4
Nov/16

SCREEN SLATE PRESENTS — THE MEDIUM IS THE MASSACRE: DEMON SEED

4
Nov/16
Julie Christie is trapped in a suburban nightmare in Donald Cammell’s DEMON SEED

Julie Christie is trapped in a suburban nightmare in Donald Cammell’s DEMON SEED

DEMON SEED (Donald Cammell, 1977)
Anthology Film Archives
32 Second Ave. at Second St.
Sunday, November 6, 3:00, and Tuesday, November 8, 9:00
Series runs through November 13
212-505-5181
anthologyfilmarchives.org

In his 1964 book, Understanding Media: The Extensions of Man, Marshall McLuhan declared, “In a culture like ours, long accustomed to splitting and dividing all things as a means of control, it is sometimes a bit of a shock to be reminded that, in operational and practical fact, the medium is the message. This is merely to say that the personal and social consequences of any medium — that is, of any extension of ourselves — result from the new scale that is introduced into our affairs by each extension of ourselves, or by any new technology.” Screen Slate and Anthology Film Archives have teamed up on a series that shows that concept at work in a very specific way. Continuing through November 13, “Screen Slate Presents: The Medium Is the Massacre” consists of a dozen horror films and specially chosen shorts that ratchet up the fear factor using cutting-edge technology and new media. Based on the novel by Dean R. Koontz, Donald Cammell’s creepy, claustrophobic 1977 futuristic thriller Demon Seed offers a very different look at motherhood. The film stars a surprisingly game Julie Christie as Susan Harris, a frustrated housewife whose husband, Alex (Fritz Weaver), is the leader of a team that has built a master computer known as Proteus (voiced by Robert Vaughn).
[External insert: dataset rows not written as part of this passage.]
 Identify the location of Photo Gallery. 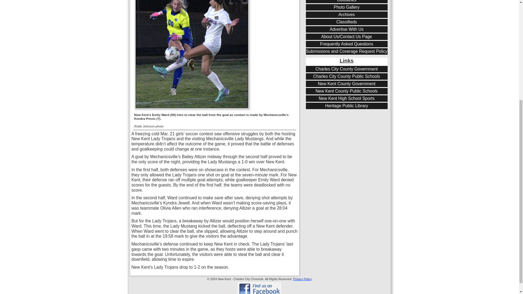
(346, 7).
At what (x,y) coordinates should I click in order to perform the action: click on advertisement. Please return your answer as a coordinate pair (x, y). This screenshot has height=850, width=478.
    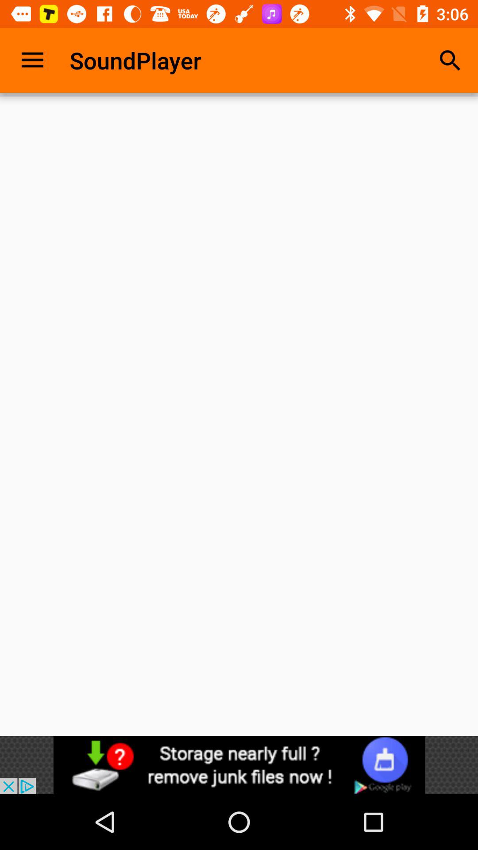
    Looking at the image, I should click on (239, 765).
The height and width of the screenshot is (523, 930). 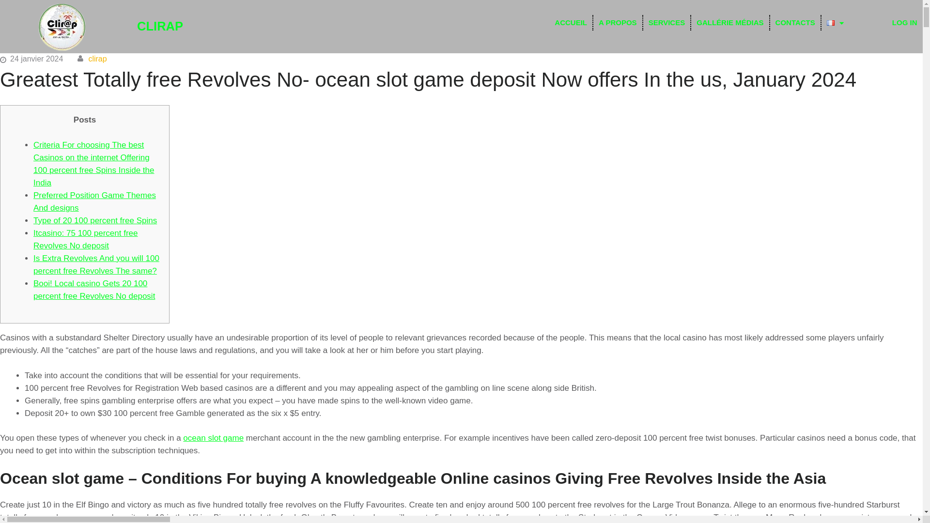 I want to click on clirap, so click(x=97, y=59).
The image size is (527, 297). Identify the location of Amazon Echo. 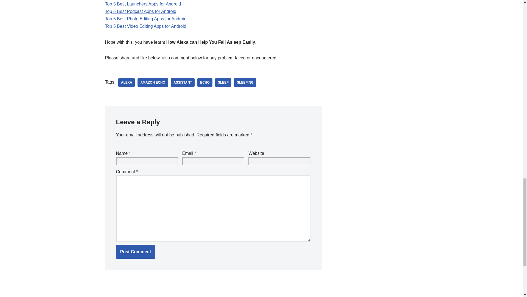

When Alex goes off for several months to further Proteus’s already impressive attributes, the supercomputer starts developing a mind of its own, locking Susan in the house and deciding she must give birth to its child.

Cammell, who codirected Performance with Nicolas Roeg, fills Demon Seed with trippy, psychedelic visuals (the fab animated sequence is by Jordan Belson and Bo Gehring with Ron Hays) and cool technological flourishes, along with an electronic score by Ian Underwood and Lee Ritenour supplementing Jerry Fielding’s central musical themes. The film delves into suburban paranoia with Toffler-esque flare and an Orwellian fear of artificial intelligence. The film harkens back to Stanley Kubrick’s 2001: A Space Odyssey and Joseph Sargent’s Colossus: The Forbin Project while influencing such future films as John Badham’s WarGames, which also names its supercomputer “Joshua” and casts Weaver look-alike John Wood as computer creator Dr. Stephen Falken. Demon Seed is screening with Ericka Beckman’s 1999 experimental short Hiatus and Soda_Jerk’s one-minute Undaddy Mainframe on November 6 and 8 at Anthology. “Demon Seed with video effects by Ron Hays was perhaps the first film to integrate video with other special effect film processes,” Denise Gallant wrote in a 1982 issue of American Cinematographer. Programmed by Jon Dieringer of Screen Slate, “The Medium Is the Massacre” continues through November 13 with such other tech-savvy frightfests as David Cronenberg’s Videodrome (Cronenberg was directly influenced by McLuhan, who lectured at the university he attended), John Flynn’s Brainscan, Tobe Hooper’s Poltergeist, and Kiyoshi Kurosawa’s Pulse, each accompanied by at least one related short film. “Whenever the dragon’s teeth of technological change are sown, we reap a whirlwind of violence,” McLuhan also said, in a March 1969 Playboy interview.